A great overview and reminder that we still have a way to go to make government transparent and accountable, how it should be when folks are working on our dime.
Dan Walters: Legislature protects its secrecy
By Dan Walters - dwalters@sacbee.com
Published 12:00 am PDT Friday, March 21, 2008
Describing K.W. Lee as a dogged investigative reporter would be a gross understatement.

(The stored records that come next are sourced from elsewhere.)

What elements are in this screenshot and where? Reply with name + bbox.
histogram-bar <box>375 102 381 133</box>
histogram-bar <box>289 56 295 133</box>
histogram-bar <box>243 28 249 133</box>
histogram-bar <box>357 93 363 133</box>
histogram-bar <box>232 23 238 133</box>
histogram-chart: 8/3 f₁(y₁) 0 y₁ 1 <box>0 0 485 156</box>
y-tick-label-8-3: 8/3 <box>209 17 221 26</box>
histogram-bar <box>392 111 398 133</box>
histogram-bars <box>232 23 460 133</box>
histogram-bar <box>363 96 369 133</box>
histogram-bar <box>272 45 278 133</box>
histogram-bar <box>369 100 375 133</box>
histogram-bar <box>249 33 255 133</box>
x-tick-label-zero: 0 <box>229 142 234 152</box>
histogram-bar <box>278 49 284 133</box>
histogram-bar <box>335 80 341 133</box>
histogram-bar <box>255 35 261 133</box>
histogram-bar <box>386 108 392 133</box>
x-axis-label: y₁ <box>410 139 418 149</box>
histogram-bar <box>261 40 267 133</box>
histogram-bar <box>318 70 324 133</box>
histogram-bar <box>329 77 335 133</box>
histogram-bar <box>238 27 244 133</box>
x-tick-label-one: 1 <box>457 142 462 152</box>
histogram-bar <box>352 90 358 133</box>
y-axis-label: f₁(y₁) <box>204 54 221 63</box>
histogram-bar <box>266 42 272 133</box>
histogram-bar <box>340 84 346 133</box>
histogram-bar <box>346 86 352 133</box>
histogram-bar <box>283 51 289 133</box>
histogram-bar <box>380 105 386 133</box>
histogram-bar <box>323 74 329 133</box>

An obsessive, even maniacal, heat-seeking journalistic missile in the target-rich environment of the state Capitol would be more like it.
During the early 1970s, while working for the Sacramento Union, Lee embarrassed Capitol politicians with revelations about the rich pension benefits they had voted for themselves, forcing the Legislature to rescind some goodies.
Lee also revealed that an Oakland assemblywoman was operating a travel agency adjacent to her district office and that hundreds of long-distance calls on her state-paid phone line were to hotels, cruise lines, consulates and other sites connected to her travel business. The Assembly's response to this rather outrageous misuse of taxpayers' money should have been censure. Instead, it shut down access to phone records.
That, however, merely revved up Lee even more, and he acquired some additional reportorial help in the person of yours truly. Over the ensuing months we delved into how the Legislature was spending the many millions of dollars it appropriated for itself. We were forced to find ways of overcoming the Legislature's almost complete exemption from the open records laws that it applied to other state agencies and local governments.
Some of our tips came from legislative employees disgusted with the waste and self-dealing they saw. But Lee also discovered a back door into legislative spending – the archives of the state controller's office. We spent countless hours poring through boxes of invoices paid out of the Legislature's budget, finding clues that evolved into stories.